I didn’t force it, I was asked…that wisdom of God provided a framework for discussing some very practical issues.

Men and women as they followed Christ through the centuries…in times of war, and famine, and plague, and revolution… have lived this “earth and heaven are one” kind of life.

They have lived as full-time followers of Christ in times of great upheaval, and widespread despair…because they embraced the wisdom of God revealed in the gospel…applied to their own situation.

Let’s look at yet another blessing that is yours in Christ…

You were chosen in order that your life might be lived for the praise of his glory.

This is your purpose…a purpose that cannot be taken by anything that happens or doesn’t happen in life.

If we pursue faithfulness…the glory of God in our lives…our lives as God gives them to us, not as we demand they should be…then there can be no final failure.

There can be only success…success in living for the praise of his glory.

If we pursue anything else…there will be only final failure.

If I pursue…success in some endeavor and this becomes the driving force of my life…the day will come, when I will fail.

If I pursue health, or pleasure, or stuff…and this becomes the driving force of my life…the day will come, when I will fail.

If I pursue the praise of his glory through a life of faithfulness…the day will never come when I will fail.

And here is God’s personal guarantee of this…

Having believed, you were marked in him with a seal, the promised Holy Spirit, 14 who is a deposit guaranteeing our inheritance until the redemption of those who are God’s possession—to the praise of his glory. 13,14

*Wow… this is a lot to get our head and heart around.

But we have time and eternity to work on it.

This is the direction we want to go with our heads and hearts…as we move this way, intentionally…we will be living now in the blessings of the gospel.

This chapter comes from the mind and pen of a man who has lived the “crucified with Christ” life.

It will take a lot for us to breath this stuff deeply in.
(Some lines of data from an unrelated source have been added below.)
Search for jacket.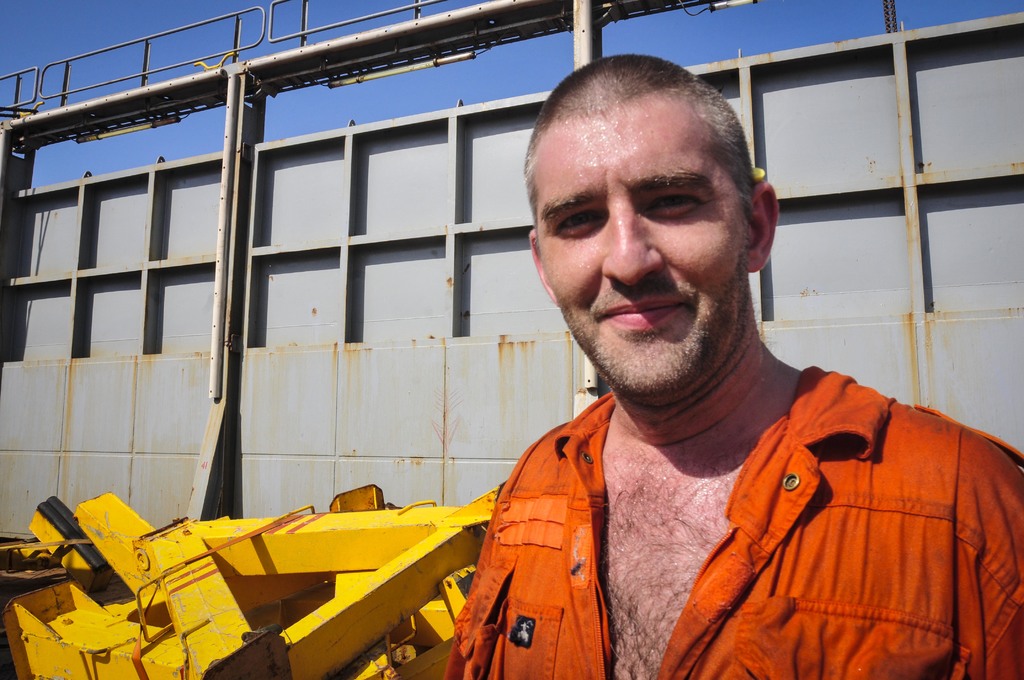
Found at x1=548, y1=380, x2=1012, y2=677.
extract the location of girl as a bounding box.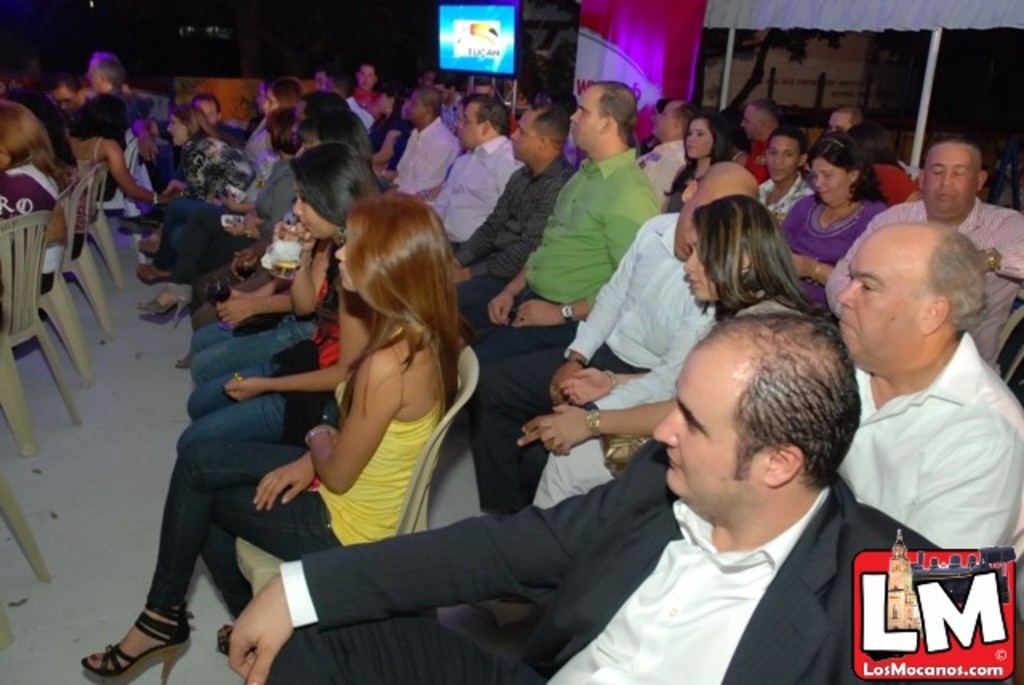
locate(176, 142, 374, 455).
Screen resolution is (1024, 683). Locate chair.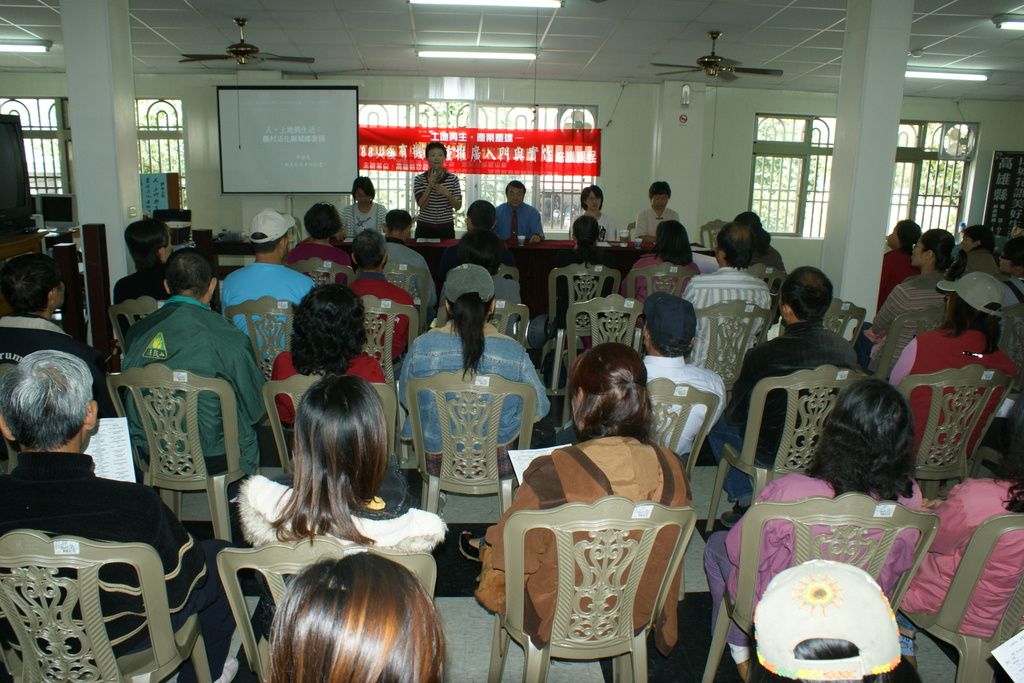
region(111, 366, 262, 545).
Lots of thinking, talking to one another and praying…and lots of living life together in community…because its not mere theory…it is practical in is application.

Paul didn’t expect they would read this once and get it…he knew this was going to take time, effort, community and the work of God.
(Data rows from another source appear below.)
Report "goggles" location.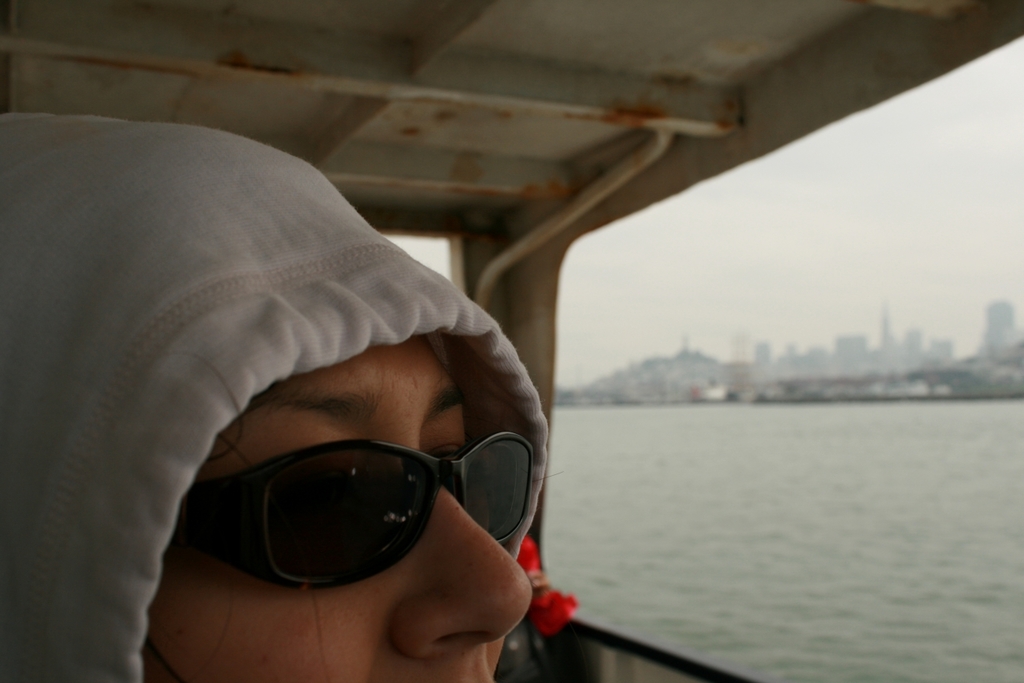
Report: crop(169, 400, 546, 596).
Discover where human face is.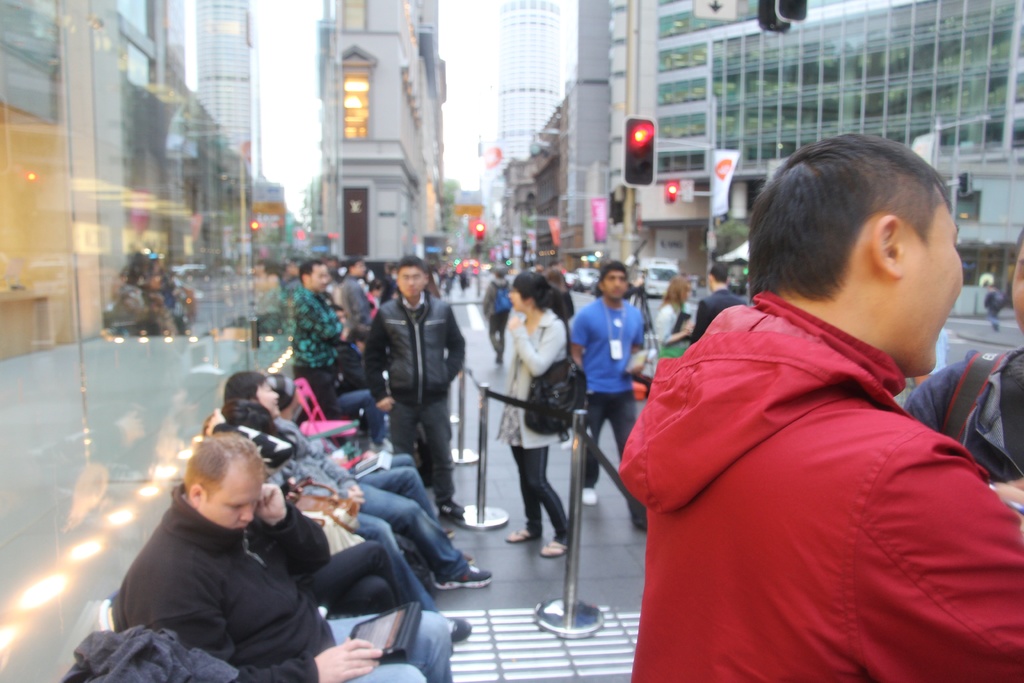
Discovered at (x1=1011, y1=242, x2=1023, y2=329).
So, he goes from his poem of praise straight to a prayer.

It’s a prayer that God would give them wisdom, that the “eyes” of their hearts would be opened so they could more and more “see”…what God has done in Christ.
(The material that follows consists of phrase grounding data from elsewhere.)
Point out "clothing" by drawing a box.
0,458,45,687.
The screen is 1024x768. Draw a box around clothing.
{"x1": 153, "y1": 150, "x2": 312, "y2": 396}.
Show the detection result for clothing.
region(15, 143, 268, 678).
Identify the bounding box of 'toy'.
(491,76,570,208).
And he ends his prayer where we began this morning…

A life of human thriving, a life of understanding the fulness of what God has done for us in Christ…is in his body, the church.

We thrive and grow…as we live in authentic, committed community…this is his design and his gift.

You will not thrive as an “army of one”

You will not thrive if you fail to take personal responsibility either.

Life a personally faithful life in fully connected faith community.

I’ll finish by praying Paul’s prayer for us.

For this reason, ever since I heard about your faith in the Lord Jesus and your love for all the saints, 16 I have not stopped giving thanks for you, remembering you in my prayers. 17 I keep asking that the God of our Lord Jesus Christ, the glorious Father, may give you the Spirit of wisdom and revelation, so that you may know him better. 18 I pray also that the eyes of your heart may be enlightened in order that you may know the hope to which he has called you, the riches of his glorious inheritance in the saints, 19 and his incomparably great power for us who believe. That power is like the working of his mighty strength, 20 which he exerted in Christ when he raised him from the dead and seated him at his right hand in the heavenly realms, 21 far above all rule and authority, power and dominion, and every title that can be given, not only in the present age but also in the one to come. 22 And God placed all things under his feet and appointed him to be head over everything for the church, 23 which is his body, the fullness of him who fills everything in every way.